Prime Minister Dominique de Villepin (search) met Tuesday with the victims' parents, who a day earlier refused an invitation to meet with Interior Minister Nicolas Sarkozy (search) — increasingly blamed for fanning anger with his tough talk and tactics.

"The prime minister expressed his will to avoid misunderstandings that could lead to new clashes," his office said. Meanwhile, the interior minister was presiding over a late-night meeting Tuesday on establishing dialogue to find "concrete solutions" to the problems in Clichy-sous-Bois, the prime minister's office said.

In Clichy-sous-Bois, the head of the Paris mosque, Dalil Boubakeur visited Muslim leaders but was forced to leave abruptly after his car was pelted with stones, according to a French press report.
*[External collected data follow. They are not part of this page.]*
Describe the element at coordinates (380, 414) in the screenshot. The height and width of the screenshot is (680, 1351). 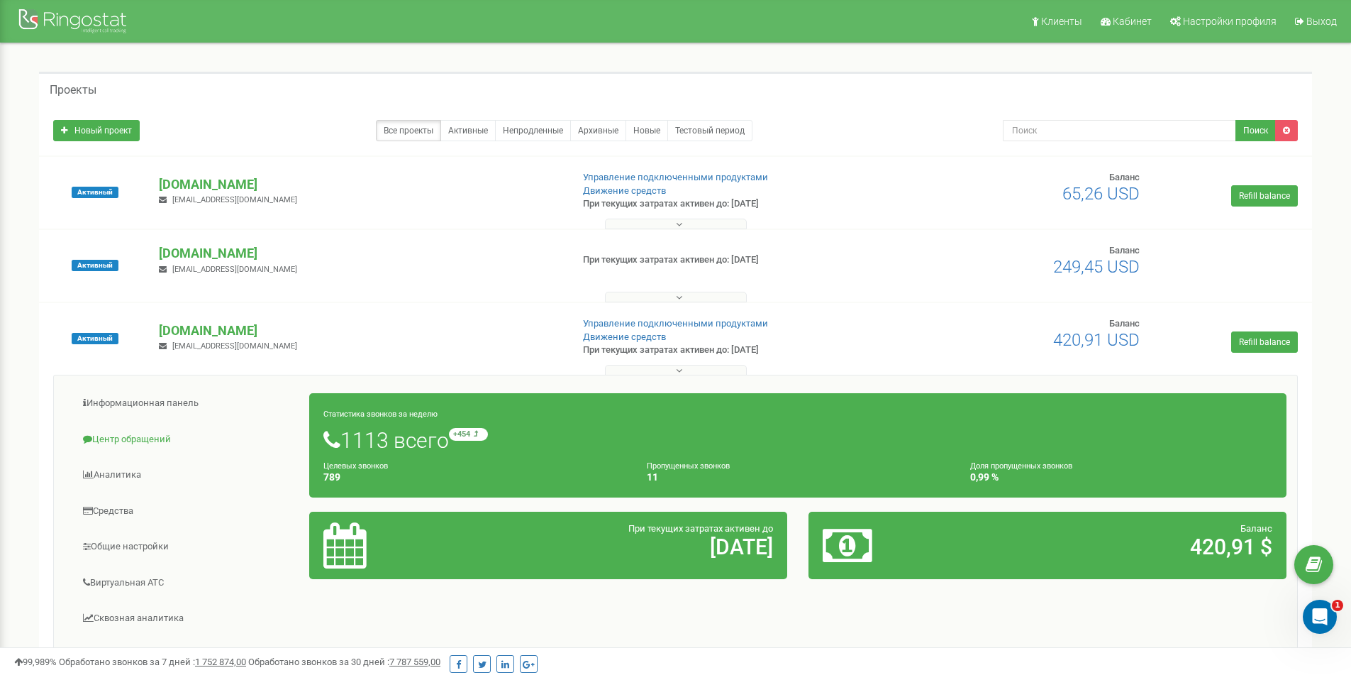
I see `small: Статистика звонков за неделю` at that location.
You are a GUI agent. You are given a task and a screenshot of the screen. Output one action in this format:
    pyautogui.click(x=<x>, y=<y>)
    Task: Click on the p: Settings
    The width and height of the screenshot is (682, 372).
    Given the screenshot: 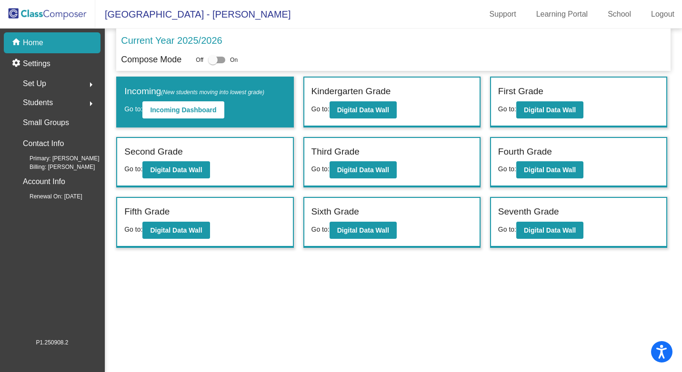 What is the action you would take?
    pyautogui.click(x=37, y=64)
    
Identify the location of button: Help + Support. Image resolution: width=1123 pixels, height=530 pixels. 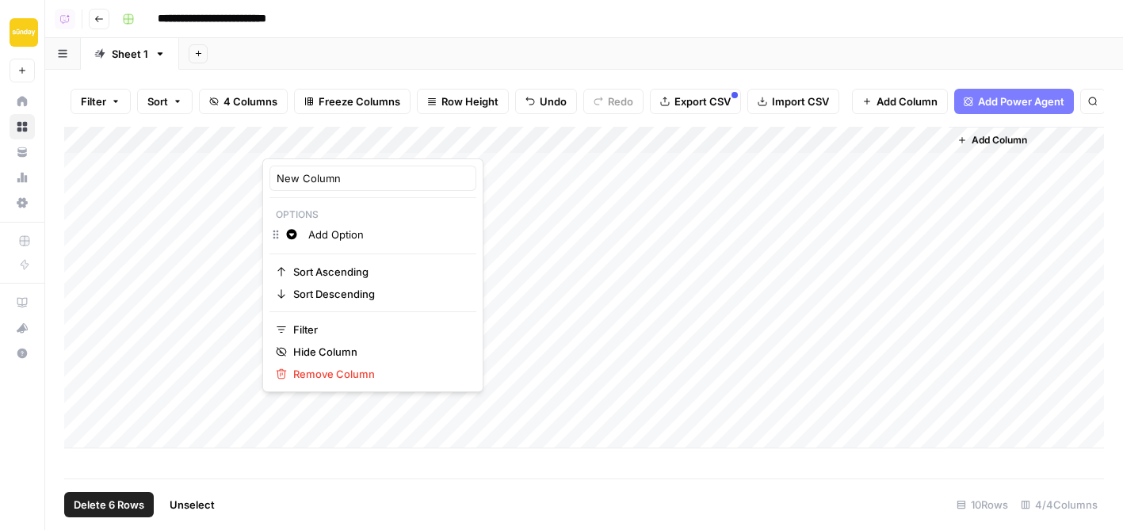
(22, 353).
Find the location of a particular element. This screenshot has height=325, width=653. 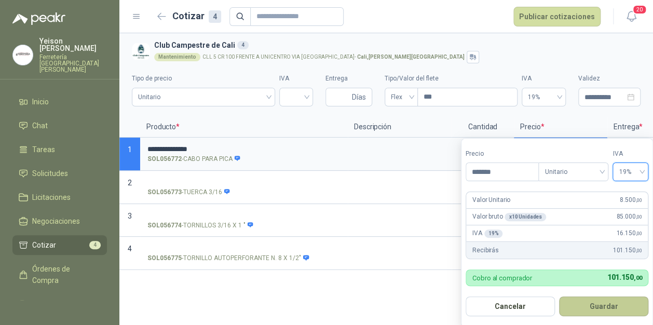

span: Solicitudes is located at coordinates (50, 173).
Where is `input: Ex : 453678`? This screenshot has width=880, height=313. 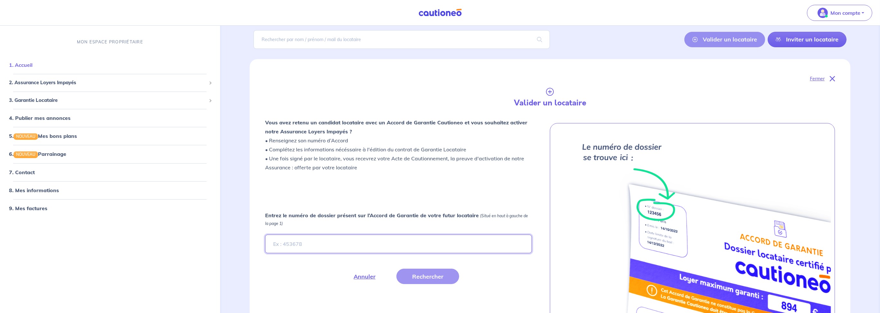
input: Ex : 453678 is located at coordinates (399, 244).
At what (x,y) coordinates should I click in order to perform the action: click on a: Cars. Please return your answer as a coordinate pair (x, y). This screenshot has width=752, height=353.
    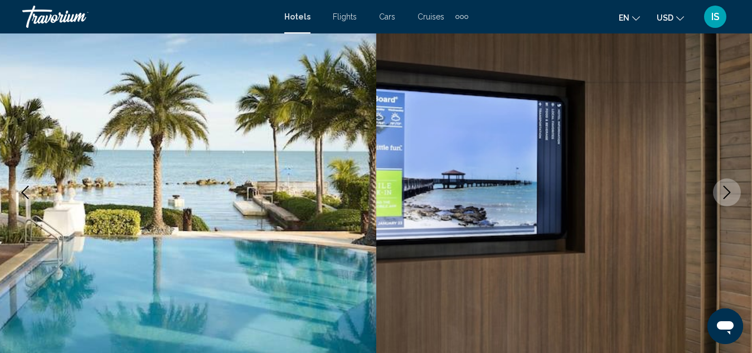
    Looking at the image, I should click on (387, 17).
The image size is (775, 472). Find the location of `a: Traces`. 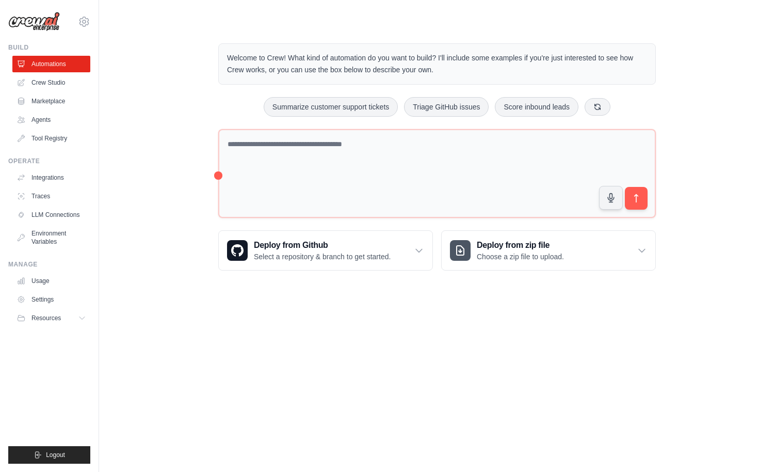

a: Traces is located at coordinates (51, 196).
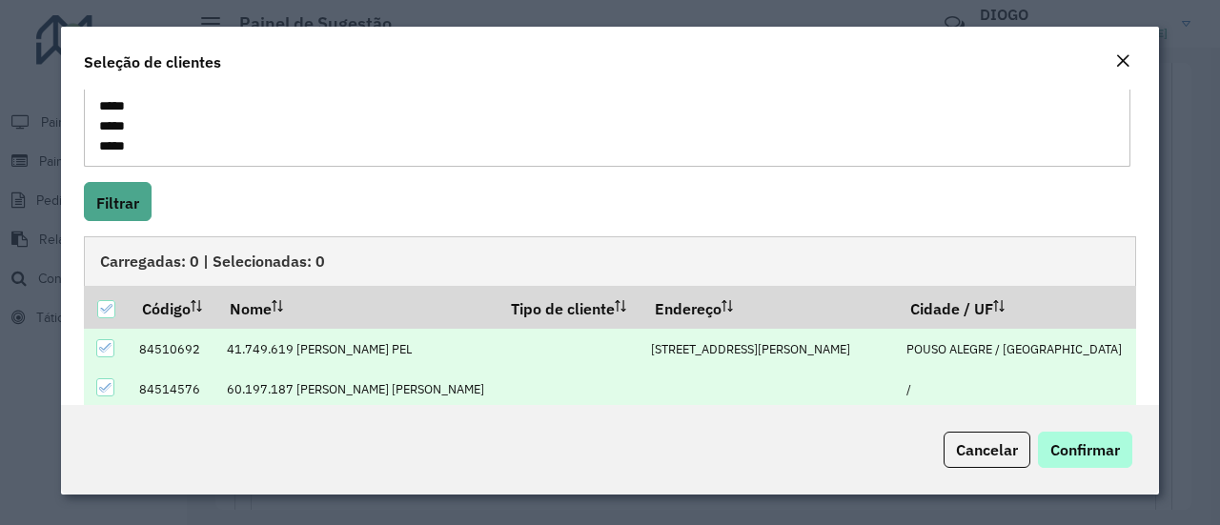 This screenshot has height=525, width=1220. What do you see at coordinates (1122, 62) in the screenshot?
I see `button: Fechar` at bounding box center [1122, 62].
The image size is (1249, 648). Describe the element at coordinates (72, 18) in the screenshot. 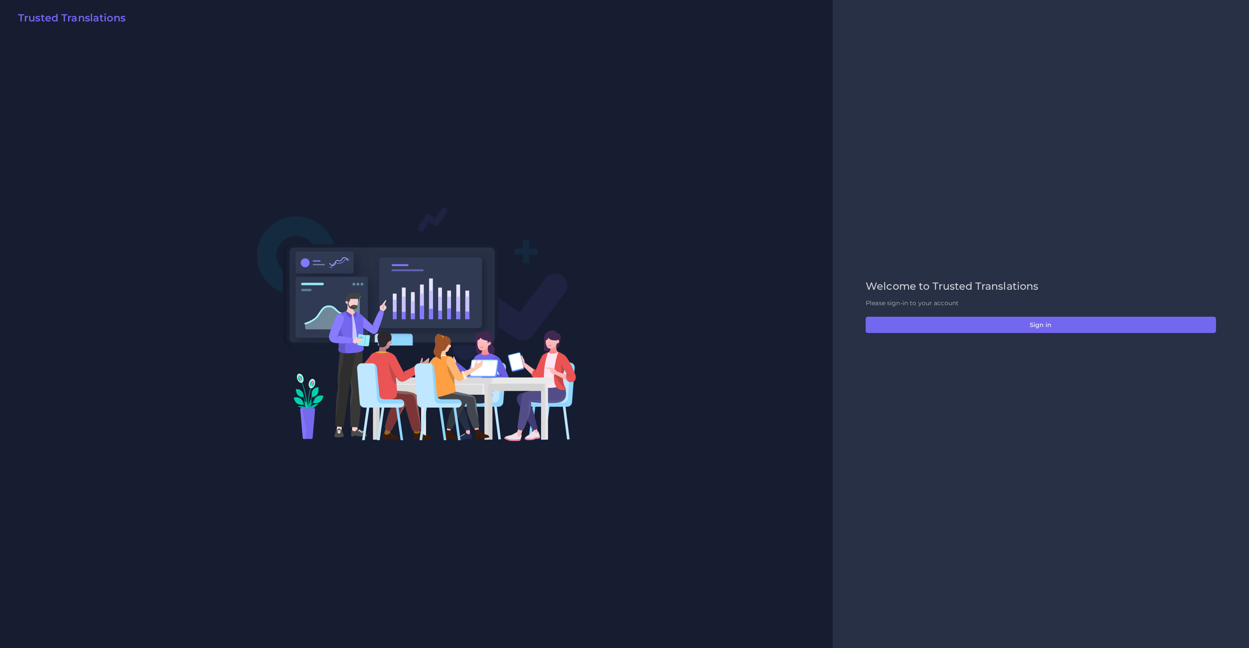

I see `h2: Trusted Translations` at that location.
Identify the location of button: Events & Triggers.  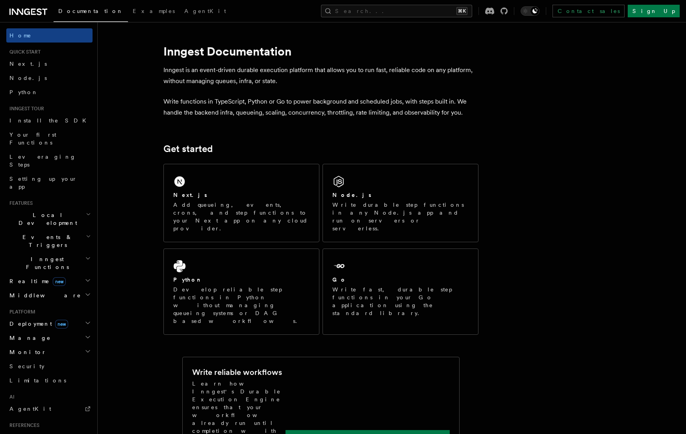
(49, 241).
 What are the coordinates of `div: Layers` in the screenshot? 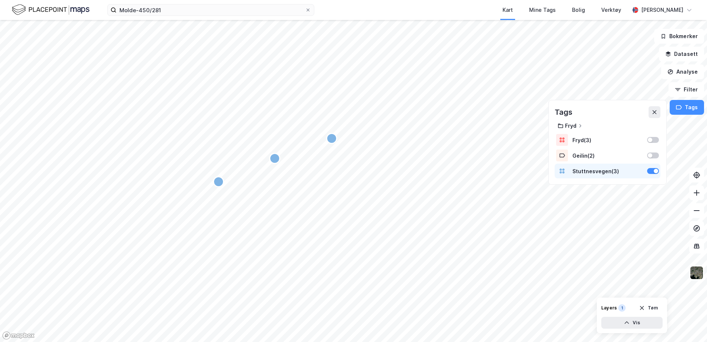 It's located at (609, 308).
Local Muslim leaders worked to restore calm to the town, where a tear gas grenade landed in the mosque on Sunday, further fanning anger. It was unclear who threw the tear gas.

A growing number of politicians and anti-racism groups accused Sarkozy of inflaming tensions.

On Monday, Sarkozy ordered an increase in police in difficult neighborhoods and undercover agents to identify troublemakers, who he called "scum" and "riffraff."

Even within the conservative government, there were critics.

Such "warlike" words will not bring calm, Equal Opportunities Minister Azouz Begag (search) said in an interview published in the daily Liberation newspaper.

He told the paper that he "contests this method of becoming submerged by imprecise, warlike semantics."

While re-establishing order demands firmness, it is in "fighting the discrimination that victimizes youths that order is re-established, the order of equality," said Begag, who was raised in a low-income suburb of Lyon.

The president of SOS-Racism (search), an anti-racism group, called Tuesday for a "massive investment plan" to for the suburbs.

"The police response alone ... is not at all adequate," Dominique Sopo said on France-Info radio, calling for a "real policy of breaking the ghettos." Funds must go not only to building, but also to caring for the people via local associations, he said.

Violence first appeared in the suburbs in 1981, in the Lyon area.

For three decades, successive governments have made efforts to improve the suburbs, but the various projects failed to halt the sense of exclusion.